Bob Inglis, a former senator from South Carolina (R), has won the 2015 Profile in Courage Award for the “political courage he demonstrated when he reversed his previous position on climate change, the John F. Kennedy Library Foundation (JFKLF) announced yesterday.
While simply admitting that something accepted by the scientific community as fact is real might not seem courageous, Inglis is a Republican and knew he would be essentially committing political suicide by reversing his stance.
According to a statement from the JFKLF,
A member of the House Science Committee who served as Ranking Member of the Energy and Environment Subcommittee, Inglis initially opposed efforts to address climate change. But interactions with scientists in Antarctica, Australia and elsewhere, along with encouragement from his five children, changed his views on climate change, and he began advocating for a carbon tax to reduce dependence on fossil fuels.

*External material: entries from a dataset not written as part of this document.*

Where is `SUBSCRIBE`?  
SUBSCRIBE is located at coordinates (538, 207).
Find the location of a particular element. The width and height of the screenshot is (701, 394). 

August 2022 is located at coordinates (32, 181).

In Washington and South Carolina, Inglis’s acknowledgment of the scientific reality of climate change drew intense criticism from within the Republican Party, and in June 2010, he was defeated for re-election in the Republican primary. He went on to found and currently directs the Energy & Enterprise Initiative to encourage conservatives to accept the reality of climate change and to promote market-based innovations to address the challenges it poses.
Climate change should not be a partisan issue. Policies and practices by people on both sides of the aisle caused the problem, and both sides need to be working together to fix it. Simply ignoring it, like many states are currently trying to, will not make it go away. Neither will denying its existence or using the “I’m not a scientist” excuse, tactics which have been used by all three current Republican presidential candidates.
The fact that Inglis lost his campaign because he reversed his stance on climate change, combined with winning an award for that reversal, shows just how ridiculous the partisan bickering has become.